The muleteer paled and began to tremble all over.

"You scum!" yelled the sergeant. "Give that money back. You've no further need of it in any case — you'll be hanged or gaoled for life!"

Eglofstein stood up, a wild and exultant gleam in his eye. His heart was heavy no longer, now that this Spanish eavesdropper had been caught stealing and was doomed to die. He exchanged a meaningful glance with Günther and Donop.

"Were you not paid your wage every day?" he asked the Spaniard sternly. "Had you any reason to steal?"

"I stole nothing," the man stammered, beside himself with terror. "I know nothing of any wage - I never was a waggoner in your service."

"Lies by the cartload!" the sergeant said angrily. "You say you never drove a waggon for the regiment?" He ran to the stairs and shouted up them at the loft above. "Kümmel! Are you still awake, Kümmel? Come down here at the double — your thalers have trotted home again."

Dragoon Kümmel came stumbling down the stairs a moment later, torpid and unkempt as a carter's nag, with a horse blanket draped around his shoulders in lieu of a cloak. He brightened at once when he saw the muleteer.

"So you're back!" he cried. "You shit-bucket! You pig- swill! You devil's privy! Who caught you? Where's my money?"

"What do you want with me?" the muleteer groaned, more terrified than ever. "I don't know you — I never saw you before in my life, I swear it by the blood of Christ!"

"Speak Christian!" yelled Kümmel, meaning that the Spaniard should speak German, not Spanish. "Devil take the buffoon who invented your barbarous gibberish in the Tower of Babel!"

"Do you recognize him?" Eglofstein asked the dragoon impatiently. "Is he the fellow that stole your purse this morning?

"Do I recognize him!" Kümmel retorted. "A cap like a stork's nest, a face like a pumpkin and a mouth like a ladle - there isn't another like him in the whole of the army.
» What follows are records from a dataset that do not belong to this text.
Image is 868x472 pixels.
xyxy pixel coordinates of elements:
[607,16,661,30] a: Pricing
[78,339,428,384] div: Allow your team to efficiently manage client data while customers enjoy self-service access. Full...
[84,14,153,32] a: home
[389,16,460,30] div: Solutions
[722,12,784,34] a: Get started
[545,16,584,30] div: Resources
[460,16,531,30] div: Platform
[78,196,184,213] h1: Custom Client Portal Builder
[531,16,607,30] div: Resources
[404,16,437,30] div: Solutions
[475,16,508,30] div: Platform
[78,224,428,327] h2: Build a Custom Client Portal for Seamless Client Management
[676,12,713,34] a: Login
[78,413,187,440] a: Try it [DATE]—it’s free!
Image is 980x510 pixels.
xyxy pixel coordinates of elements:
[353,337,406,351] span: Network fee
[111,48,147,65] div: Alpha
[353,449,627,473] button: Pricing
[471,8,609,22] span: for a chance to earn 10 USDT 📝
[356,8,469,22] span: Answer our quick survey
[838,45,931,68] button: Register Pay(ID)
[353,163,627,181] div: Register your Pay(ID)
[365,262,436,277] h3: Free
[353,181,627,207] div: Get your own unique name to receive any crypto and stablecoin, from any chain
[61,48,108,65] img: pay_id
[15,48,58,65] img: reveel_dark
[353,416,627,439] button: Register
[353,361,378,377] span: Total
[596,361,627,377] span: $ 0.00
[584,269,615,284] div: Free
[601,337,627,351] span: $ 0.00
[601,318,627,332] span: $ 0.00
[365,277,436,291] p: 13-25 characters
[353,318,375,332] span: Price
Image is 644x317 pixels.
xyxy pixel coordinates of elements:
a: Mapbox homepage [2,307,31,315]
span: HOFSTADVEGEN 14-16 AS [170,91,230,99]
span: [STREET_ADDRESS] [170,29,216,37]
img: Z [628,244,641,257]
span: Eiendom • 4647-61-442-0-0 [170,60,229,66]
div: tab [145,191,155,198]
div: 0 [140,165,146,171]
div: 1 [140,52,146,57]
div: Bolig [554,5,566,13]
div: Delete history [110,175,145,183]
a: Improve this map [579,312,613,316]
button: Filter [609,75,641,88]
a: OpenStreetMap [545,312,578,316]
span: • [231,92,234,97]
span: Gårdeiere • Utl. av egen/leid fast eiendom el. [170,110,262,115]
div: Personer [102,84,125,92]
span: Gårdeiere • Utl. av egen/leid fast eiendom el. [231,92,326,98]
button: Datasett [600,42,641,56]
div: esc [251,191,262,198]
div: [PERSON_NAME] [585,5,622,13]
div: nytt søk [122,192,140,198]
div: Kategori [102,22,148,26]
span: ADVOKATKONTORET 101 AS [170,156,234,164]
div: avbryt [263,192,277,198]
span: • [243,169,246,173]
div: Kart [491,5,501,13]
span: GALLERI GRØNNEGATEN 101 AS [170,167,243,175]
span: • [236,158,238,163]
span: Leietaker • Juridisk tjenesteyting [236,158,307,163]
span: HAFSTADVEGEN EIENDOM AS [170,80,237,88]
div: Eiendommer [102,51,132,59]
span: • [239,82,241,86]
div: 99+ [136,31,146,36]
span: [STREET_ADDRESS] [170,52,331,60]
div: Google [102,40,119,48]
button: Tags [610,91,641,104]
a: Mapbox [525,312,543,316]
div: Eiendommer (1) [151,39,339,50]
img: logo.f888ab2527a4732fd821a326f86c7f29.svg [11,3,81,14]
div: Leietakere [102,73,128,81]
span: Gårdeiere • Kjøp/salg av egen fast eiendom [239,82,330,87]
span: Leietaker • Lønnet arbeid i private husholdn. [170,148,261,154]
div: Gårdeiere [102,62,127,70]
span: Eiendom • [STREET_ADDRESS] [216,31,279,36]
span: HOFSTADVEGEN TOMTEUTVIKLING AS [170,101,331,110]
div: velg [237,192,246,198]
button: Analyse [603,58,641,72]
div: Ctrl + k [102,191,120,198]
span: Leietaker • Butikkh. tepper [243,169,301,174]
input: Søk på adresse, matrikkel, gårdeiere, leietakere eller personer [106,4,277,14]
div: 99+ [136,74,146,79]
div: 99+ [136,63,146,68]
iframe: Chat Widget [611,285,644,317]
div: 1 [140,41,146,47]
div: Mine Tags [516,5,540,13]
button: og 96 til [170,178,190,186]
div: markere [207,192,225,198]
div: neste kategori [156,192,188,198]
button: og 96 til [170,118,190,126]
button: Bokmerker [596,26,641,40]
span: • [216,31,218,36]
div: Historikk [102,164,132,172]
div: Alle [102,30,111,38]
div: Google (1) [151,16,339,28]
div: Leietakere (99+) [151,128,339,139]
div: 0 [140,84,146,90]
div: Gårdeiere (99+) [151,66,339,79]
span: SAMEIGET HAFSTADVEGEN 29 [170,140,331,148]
Come here, my lad, let's take a look at you."

He reached for the torch and looked the Spaniard up and down.

"Captain," he exclaimed, shaking his head in disbelief, "this isn't the man!" He turned to the Spaniard. "May the Devil saddle and ride you: this morning you had only four thieving fingers on your right hand, and now, all of a sudden, you have five."

"Are you sure?" said Eglofstein, barely able to disguise his vexation and disappointment. "Search him — see if he has the money on him."

Dragoon Kümmel felt in the pockets of the muleteer's brown cloak and pulled out a big leather pouch.

"That's it! That's my purse! Do you still deny it, you thieving magpie?"

He looked in the pouch but found nothing. All it contained was some garlic and a piece of bread.

"My money's gone!" he bellowed in a rage. "Why should I always be plucked like a goose? Where are my thalers, pray? Did you pour them all down your gullet in a single day?"

The Spaniard stared helplessly at the floor and said nothing.

"Where's my money?" yelled the dragoon. "What did you do, bury it or drink it? If you have a tongue in your head, speak!"

"God has made a scourge for my back," said the Spaniard. "It is His will. What must be, must be."

"Captain," said Sergeant Urban, "this must surely be the same thief that stole one of the colonel's trunks five days ago - the one in which his late wife's silken gowns and chemises were packed."

"Enough, enough!" Eglofstein said hastily. He was alarmed that the sergeant should begin to speak of the colonel and his wife, being afraid that the muleteer might now come out with what he had overheard of our conversation. "Enough! This Spaniard is found guilty of theft. Muster half a dozen men with loaded muskets, Sergeant. Then march him out into the yard and make an end of him."